Section 21 and the architecture of access
People treat Section 21 of South Africa's Medicines and Related Substances Act as a workaround. A way to get an unregistered medicine to a patient when the proper channel, full registration with the regulator, has not happened or never will. The word that gets used is loophole, said with a slight wince, as though the section exists in spite of the system rather than because of it. I read it differently. Section 21 is not a gap in the architecture of access. For a large class of medicines in this part of the world, it is the architecture.
What the section actually does
The mechanism is narrow and deliberate. A medicine that is not registered for general sale in South Africa can still be supplied to a named, identified patient, on application by a prescriber, with the regulator's authorisation. It is patient-specific and indication-specific. It is not a marketing licence. You cannot advertise the product, stock it speculatively, or treat the authorisation as a substitute for registration. Each authorisation is, in effect, a small individual permission granted against a documented clinical need.
That narrowness is the point. Registration is built for volume. It asks a manufacturer to commit to a dossier, a local presence, pharmacovigilance obligations and a commercial footprint, all justified by the expectation of a market large enough to repay the effort. For a medicine treating a few hundred patients in a country, that maths does not work, and it never will. The product is not absent because anyone decided those patients should go without. It is absent because the registration pathway was designed for a different kind of product. Section 21 is what stands in for registration when registration is the wrong tool.
Seen that way, it stops looking like an exception and starts looking like a parallel route built precisely for the medicines that the main route cannot economically carry. Rare disease therapies, newly approved oncology agents not yet filed locally, products in shortage, treatments where the registered alternative has failed a specific patient. These are not edge cases that slipped through. They are the intended population of the section.
A loophole has no infrastructure
The tell that Section 21 is infrastructure rather than a loophole is that a whole supply chain has organised itself around it. A genuine loophole is exploited quietly and individually; nobody builds durable operations on top of something that might be closed tomorrow. What has grown around Section 21 is the opposite. Specialist importers, cold-chain logistics calibrated to the small, high-value, temperature-sensitive consignments these authorisations generate, pharmacovigilance reporting adapted to named-patient supply, prescriber networks that know how to document need, and reimbursement conversations with medical schemes that have learned to fund authorised unregistered products.
That ecosystem is the proof. You only build cold storage, customs expertise and reporting systems for a channel you expect to persist. The participants treat Section 21 as a permanent feature of the landscape because, functionally, it is. The regulator relies on it to handle exactly the cases the registration system cannot. Patients depend on it. Schemes pay through it. An arrangement that load-bearing is not a loophole. It is a road that simply was not built to look like the main highway.
It also imposes real discipline, which loopholes do not. Because each authorisation is individual and documented, the channel produces an audit trail. Who needed what, why, with what clinical justification. That accountability is more rigorous in some respects than a blanket registration, because it forces a per-patient case rather than a one-time market approval after which the product flows unwatched.
The blueprint travels
Here is why this matters beyond South Africa. The named-patient logic is not a South African peculiarity. Compassionate-use and named-patient provisions exist, in various forms and various states of repair, across many African jurisdictions. South Africa's version is simply the most developed and the most clearly worked through, which makes it the readable blueprint for what the others are groping towards.
The continental problem is exactly the one Section 21 solves at national scale. You have fragmented regulators, dozens of them, each with its own registration burden, and a long tail of medicines that no manufacturer will ever register country by country because the per-market volumes are too small. The African Medicines Agency is meant to ease the registration side by harmonising and reducing duplication, and it should. But harmonised registration still serves the high-volume case. The low-volume case, the rare therapy, the specialist product, the shortage substitute, will always need a named-patient route alongside it. Section 21 shows what a functioning version of that route looks like, what supply chain it requires, and how payers can be brought to fund it.
For anyone building access across African markets, the lesson is to stop waiting for full registration everywhere and to read the named-patient pathway as the primary route for an entire category of medicine, not a fallback. The infrastructure that makes Section 21 work, the importation, the cold chain, the documentation, the reimbursement relationships, is transferable. It is, in fact, the harder thing to build than the regulatory permission itself. The permission already exists, in one form or another, in most places. What is scarce is the operational competence to use it well. South Africa wrote the manual. The opportunity is to read it as a blueprint, not as a confession of a system's failure.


◆ Task statement ◆
Whenever the word "icon" appears in a line of the listing, copy that line.

◆ Information provided ◆
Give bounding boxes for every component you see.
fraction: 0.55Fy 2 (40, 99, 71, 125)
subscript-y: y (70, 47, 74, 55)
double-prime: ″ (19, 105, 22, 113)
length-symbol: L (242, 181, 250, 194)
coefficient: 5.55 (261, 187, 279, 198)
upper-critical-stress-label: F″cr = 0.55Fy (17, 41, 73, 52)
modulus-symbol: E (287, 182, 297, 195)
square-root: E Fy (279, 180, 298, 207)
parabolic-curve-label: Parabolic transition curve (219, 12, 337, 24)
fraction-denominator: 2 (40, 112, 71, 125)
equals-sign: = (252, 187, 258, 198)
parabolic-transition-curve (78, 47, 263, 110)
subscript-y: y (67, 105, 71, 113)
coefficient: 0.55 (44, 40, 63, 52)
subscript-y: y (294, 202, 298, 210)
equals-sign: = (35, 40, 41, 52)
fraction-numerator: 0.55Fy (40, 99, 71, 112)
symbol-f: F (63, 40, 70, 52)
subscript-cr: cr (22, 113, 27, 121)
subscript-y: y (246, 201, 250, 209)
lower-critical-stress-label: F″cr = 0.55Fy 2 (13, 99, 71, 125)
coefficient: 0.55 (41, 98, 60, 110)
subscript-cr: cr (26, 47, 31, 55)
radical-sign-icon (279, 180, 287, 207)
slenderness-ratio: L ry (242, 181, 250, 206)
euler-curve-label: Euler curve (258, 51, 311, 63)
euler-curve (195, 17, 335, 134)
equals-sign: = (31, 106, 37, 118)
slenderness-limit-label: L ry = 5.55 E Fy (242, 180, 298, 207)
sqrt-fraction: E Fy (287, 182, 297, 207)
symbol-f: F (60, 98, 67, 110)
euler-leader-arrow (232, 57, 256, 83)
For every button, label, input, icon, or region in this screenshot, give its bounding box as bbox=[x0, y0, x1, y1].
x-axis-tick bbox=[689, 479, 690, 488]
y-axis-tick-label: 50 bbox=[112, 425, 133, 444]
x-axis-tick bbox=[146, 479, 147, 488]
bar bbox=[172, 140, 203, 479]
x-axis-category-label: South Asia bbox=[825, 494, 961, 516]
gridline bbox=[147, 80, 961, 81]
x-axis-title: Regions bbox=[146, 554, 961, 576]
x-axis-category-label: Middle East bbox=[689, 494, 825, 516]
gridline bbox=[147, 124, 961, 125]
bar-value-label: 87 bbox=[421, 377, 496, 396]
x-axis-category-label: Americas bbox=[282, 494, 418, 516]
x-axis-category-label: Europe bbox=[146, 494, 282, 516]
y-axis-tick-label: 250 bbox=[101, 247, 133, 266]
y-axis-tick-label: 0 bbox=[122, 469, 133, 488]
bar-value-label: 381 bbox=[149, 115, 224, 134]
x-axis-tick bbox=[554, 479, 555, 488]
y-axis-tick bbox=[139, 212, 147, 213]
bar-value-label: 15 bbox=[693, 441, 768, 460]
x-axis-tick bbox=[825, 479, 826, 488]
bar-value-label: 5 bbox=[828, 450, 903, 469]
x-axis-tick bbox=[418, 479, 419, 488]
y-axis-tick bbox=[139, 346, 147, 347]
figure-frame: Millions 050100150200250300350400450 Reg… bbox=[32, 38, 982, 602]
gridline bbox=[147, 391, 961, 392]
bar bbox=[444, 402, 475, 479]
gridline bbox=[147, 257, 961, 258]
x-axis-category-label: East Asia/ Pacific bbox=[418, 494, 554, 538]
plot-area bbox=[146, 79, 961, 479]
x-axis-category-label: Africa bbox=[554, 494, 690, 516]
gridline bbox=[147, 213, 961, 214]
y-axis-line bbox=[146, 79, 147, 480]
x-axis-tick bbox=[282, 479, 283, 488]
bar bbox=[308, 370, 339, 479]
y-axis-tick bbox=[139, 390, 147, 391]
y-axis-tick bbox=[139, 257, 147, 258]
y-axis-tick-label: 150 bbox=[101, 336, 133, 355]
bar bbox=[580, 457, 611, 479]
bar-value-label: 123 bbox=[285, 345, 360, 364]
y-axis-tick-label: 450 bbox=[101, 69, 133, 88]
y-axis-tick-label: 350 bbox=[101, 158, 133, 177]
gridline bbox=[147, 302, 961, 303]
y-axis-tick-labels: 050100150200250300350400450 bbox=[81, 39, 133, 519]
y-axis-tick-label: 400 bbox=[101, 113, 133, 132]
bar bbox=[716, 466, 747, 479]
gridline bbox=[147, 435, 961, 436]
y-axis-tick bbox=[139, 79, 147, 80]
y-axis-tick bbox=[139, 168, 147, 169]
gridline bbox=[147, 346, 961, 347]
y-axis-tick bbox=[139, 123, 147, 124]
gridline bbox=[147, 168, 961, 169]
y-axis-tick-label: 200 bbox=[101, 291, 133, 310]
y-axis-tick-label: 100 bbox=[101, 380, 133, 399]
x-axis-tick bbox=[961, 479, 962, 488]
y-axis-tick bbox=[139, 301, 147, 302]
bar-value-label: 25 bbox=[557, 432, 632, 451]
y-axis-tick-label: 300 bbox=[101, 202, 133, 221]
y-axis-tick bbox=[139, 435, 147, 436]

◆ Result of this exercise ◆
radical-sign-icon (279, 180, 287, 207)
For every button, label, input, icon, or region in this screenshot, give its bounding box as bbox=[x0, y0, x1, y1].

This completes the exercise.